How to Build Your Own MCP Server in 10 Minutes
Any function you can write in TypeScript or Python can become an MCP tool — meaning any API, internal system, or custom logic you have can be exposed to Claude or Cursor in minutes. This guide walks through building a minimal but functional MCP server using the official TypeScript SDK.
get_weather — that takes a city name and returns mock weather data. You can replace the mock logic with any real API call after the tutorial.Prerequisites
- Node.js 18 or later
- Basic TypeScript familiarity
- Claude Desktop or Cursor installed (to test the server)
- 5–10 minutes
Create the project
Create a new folder and initialise a Node.js project with the MCP SDK:
mkdir my-mcp-server && cd my-mcp-server npm init -y npm install @modelcontextprotocol/sdk zod npm install -D typescript @types/node tsx npx tsc --init
Write the server
Create src/index.ts with the following code:
import { McpServer } from '@modelcontextprotocol/sdk/server/mcp.js'
import { StdioServerTransport } from '@modelcontextprotocol/sdk/server/stdio.js'
import { z } from 'zod'
// Create the MCP server
const server = new McpServer({
name: 'weather-server',
version: '1.0.0',
})
// Register a tool
server.tool(
'get_weather',
'Get the current weather for a city',
{
city: z.string().describe('The city name, e.g. "London"'),
},
async ({ city }) => {
// Replace this with a real API call
const mockTemp = Math.floor(Math.random() * 30) + 5
return {
content: [
{
type: 'text',
text: `Weather in ${city}: ${mockTemp}°C, partly cloudy.`,
},
],
}
}
)
// Start the server using stdio transport
const transport = new StdioServerTransport()
await server.connect(transport)Test the server
You can test the server in isolation using the MCP Inspector tool:
npx @modelcontextprotocol/inspector npx tsx src/index.ts
This opens a browser-based UI where you can call get_weather directly and inspect the response before connecting to Claude.
Register with Claude Desktop
Add your server to Claude Desktop's config file:
{
"mcpServers": {
"weather": {
"command": "npx",
"args": ["tsx", "/absolute/path/to/my-mcp-server/src/index.ts"]
}
}
}Restart Claude Desktop. You can now ask "What is the weather in Tokyo?" and Claude will call your get_weather tool.
Next steps
- Replace the mock weather logic with a real API call (e.g. OpenWeatherMap) to make the tool genuinely useful.
- Add more tools to the same server — one server can expose as many tools as you like.
- Add MCP resources to expose read-only data sources (like config files or database records) that Claude can inspect without calling a function.
- Publish your server to npm and submit it to MCPCMD so other developers can use it.
Built something useful?
Submit your MCP server to the MCPCMD directory so other developers can discover it.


## Directions
Copy each line below as written, but skip the pictures.

Entries from a visual dataset:
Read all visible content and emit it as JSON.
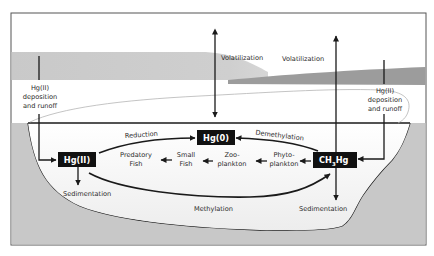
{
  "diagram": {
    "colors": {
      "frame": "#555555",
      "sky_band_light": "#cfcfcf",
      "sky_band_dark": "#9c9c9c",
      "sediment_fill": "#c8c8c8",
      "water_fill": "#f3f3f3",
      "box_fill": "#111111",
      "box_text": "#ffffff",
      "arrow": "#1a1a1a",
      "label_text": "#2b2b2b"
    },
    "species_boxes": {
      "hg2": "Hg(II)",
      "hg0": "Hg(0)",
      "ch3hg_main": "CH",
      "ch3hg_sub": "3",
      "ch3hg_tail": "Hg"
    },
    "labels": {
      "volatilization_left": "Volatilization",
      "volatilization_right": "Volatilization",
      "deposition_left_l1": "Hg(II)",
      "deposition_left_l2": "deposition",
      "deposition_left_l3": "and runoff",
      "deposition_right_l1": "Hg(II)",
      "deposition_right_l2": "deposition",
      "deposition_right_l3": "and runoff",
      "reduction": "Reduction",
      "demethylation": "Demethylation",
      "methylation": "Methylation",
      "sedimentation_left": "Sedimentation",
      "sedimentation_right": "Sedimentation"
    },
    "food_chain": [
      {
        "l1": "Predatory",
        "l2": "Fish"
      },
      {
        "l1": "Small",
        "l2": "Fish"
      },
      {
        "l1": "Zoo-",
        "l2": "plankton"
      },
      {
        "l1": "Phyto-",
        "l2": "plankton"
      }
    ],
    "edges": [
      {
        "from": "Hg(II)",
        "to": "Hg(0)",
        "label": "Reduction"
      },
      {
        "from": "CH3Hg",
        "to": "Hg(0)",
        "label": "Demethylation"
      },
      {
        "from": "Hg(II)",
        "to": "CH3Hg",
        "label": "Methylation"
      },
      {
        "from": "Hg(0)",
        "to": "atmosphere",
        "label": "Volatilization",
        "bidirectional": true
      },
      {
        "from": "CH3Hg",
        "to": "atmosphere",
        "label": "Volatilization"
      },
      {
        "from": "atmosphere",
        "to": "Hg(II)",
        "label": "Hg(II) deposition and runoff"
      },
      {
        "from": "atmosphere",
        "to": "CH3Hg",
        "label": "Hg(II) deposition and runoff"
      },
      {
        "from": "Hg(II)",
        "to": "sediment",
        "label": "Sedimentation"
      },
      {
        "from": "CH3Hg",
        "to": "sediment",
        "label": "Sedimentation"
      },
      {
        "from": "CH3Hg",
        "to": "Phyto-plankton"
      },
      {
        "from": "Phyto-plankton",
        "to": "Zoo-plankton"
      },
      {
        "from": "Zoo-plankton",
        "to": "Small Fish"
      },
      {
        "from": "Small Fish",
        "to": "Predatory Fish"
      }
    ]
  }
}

## Finished exercise
Read all visible content and emit it as JSON.
{
  "diagram": {
    "colors": {
      "frame": "#555555",
      "sky_band_light": "#cfcfcf",
      "sky_band_dark": "#9c9c9c",
      "sediment_fill": "#c8c8c8",
      "water_fill": "#f3f3f3",
      "box_fill": "#111111",
      "box_text": "#ffffff",
      "arrow": "#1a1a1a",
      "label_text": "#2b2b2b"
    },
    "species_boxes": {
      "hg2": "Hg(II)",
      "hg0": "Hg(0)",
      "ch3hg_main": "CH",
      "ch3hg_sub": "3",
      "ch3hg_tail": "Hg"
    },
    "labels": {
      "volatilization_left": "Volatilization",
      "volatilization_right": "Volatilization",
      "deposition_left_l1": "Hg(II)",
      "deposition_left_l2": "deposition",
      "deposition_left_l3": "and runoff",
      "deposition_right_l1": "Hg(II)",
      "deposition_right_l2": "deposition",
      "deposition_right_l3": "and runoff",
      "reduction": "Reduction",
      "demethylation": "Demethylation",
      "methylation": "Methylation",
      "sedimentation_left": "Sedimentation",
      "sedimentation_right": "Sedimentation"
    },
    "food_chain": [
      {
        "l1": "Predatory",
        "l2": "Fish"
      },
      {
        "l1": "Small",
        "l2": "Fish"
      },
      {
        "l1": "Zoo-",
        "l2": "plankton"
      },
      {
        "l1": "Phyto-",
        "l2": "plankton"
      }
    ],
    "edges": [
      {
        "from": "Hg(II)",
        "to": "Hg(0)",
        "label": "Reduction"
      },
      {
        "from": "CH3Hg",
        "to": "Hg(0)",
        "label": "Demethylation"
      },
      {
        "from": "Hg(II)",
        "to": "CH3Hg",
        "label": "Methylation"
      },
      {
        "from": "Hg(0)",
        "to": "atmosphere",
        "label": "Volatilization",
        "bidirectional": true
      },
      {
        "from": "CH3Hg",
        "to": "atmosphere",
        "label": "Volatilization"
      },
      {
        "from": "atmosphere",
        "to": "Hg(II)",
        "label": "Hg(II) deposition and runoff"
      },
      {
        "from": "atmosphere",
        "to": "CH3Hg",
        "label": "Hg(II) deposition and runoff"
      },
      {
        "from": "Hg(II)",
        "to": "sediment",
        "label": "Sedimentation"
      },
      {
        "from": "CH3Hg",
        "to": "sediment",
        "label": "Sedimentation"
      },
      {
        "from": "CH3Hg",
        "to": "Phyto-plankton"
      },
      {
        "from": "Phyto-plankton",
        "to": "Zoo-plankton"
      },
      {
        "from": "Zoo-plankton",
        "to": "Small Fish"
      },
      {
        "from": "Small Fish",
        "to": "Predatory Fish"
      }
    ]
  }
}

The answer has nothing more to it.